Well, he was making a couple of key points last week. It was an event organized between the Canadian embassy in Japan and the Japanese embassy in Canada and the mutual chambers of commerce to discuss better connections between Canada and Japan on agricultural exports.
There were two main points. One was the extraordinary logistical challenges the port authority was having in terms of just physically bringing that volume of stuff into the area and in an environment of extraordinarily constrained labour conditions, and then getting it onto the ships and getting the ships out. He was laying out a series of innovations using technology they had embarked on that was going to try to relieve that bottleneck, but then he made the very obvious point that as you move back up east out of Vancouver and into the Rocky Mountains, you end up with these tiny umbilical links between the Prairies and world markets.

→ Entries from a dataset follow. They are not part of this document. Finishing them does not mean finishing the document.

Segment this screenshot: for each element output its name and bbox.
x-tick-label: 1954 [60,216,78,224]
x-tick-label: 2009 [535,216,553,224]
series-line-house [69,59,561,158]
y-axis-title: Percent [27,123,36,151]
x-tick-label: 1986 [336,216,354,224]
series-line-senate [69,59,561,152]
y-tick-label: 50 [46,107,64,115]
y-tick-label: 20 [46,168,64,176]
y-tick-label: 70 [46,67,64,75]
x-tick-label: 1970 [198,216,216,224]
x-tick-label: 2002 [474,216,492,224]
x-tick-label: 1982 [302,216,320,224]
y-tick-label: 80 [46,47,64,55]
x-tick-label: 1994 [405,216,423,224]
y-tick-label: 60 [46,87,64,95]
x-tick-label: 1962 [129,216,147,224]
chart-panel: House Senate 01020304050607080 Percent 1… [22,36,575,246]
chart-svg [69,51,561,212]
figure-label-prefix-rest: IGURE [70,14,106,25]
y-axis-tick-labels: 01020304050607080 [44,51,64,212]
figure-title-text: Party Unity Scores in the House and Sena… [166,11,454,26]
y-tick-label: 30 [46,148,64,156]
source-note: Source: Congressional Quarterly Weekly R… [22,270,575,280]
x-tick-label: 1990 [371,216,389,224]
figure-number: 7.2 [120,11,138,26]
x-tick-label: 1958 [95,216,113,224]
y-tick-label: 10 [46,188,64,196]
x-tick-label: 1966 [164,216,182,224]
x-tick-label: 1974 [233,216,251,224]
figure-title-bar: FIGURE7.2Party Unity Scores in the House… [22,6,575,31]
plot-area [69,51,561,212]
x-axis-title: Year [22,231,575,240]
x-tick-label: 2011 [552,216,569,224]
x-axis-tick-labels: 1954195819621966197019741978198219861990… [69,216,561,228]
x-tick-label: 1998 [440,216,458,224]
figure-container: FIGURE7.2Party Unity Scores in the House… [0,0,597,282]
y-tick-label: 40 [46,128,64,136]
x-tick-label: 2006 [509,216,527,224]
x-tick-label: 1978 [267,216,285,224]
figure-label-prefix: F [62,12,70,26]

The absurdity just struck me—well, not the absurdity, but the fragility of that image of Alberta, Saskatchewan and Manitoba and how all of the food production in this enormous area the size of Europe is going through essentially a small number of rail lines and through a couple of passes. It's just the inherent fragility of the system that we've inherited and that we've allowed to continue. There has to be a way of reducing the bottlenecks that emerge in that system, because, as we just heard, the system buckles. Every couple of years it buckles.
Certainly the article in the Financial Post last week by Jake Edmiston suggests we're into another situation this year of not being able to be that breadbasket that our country should be.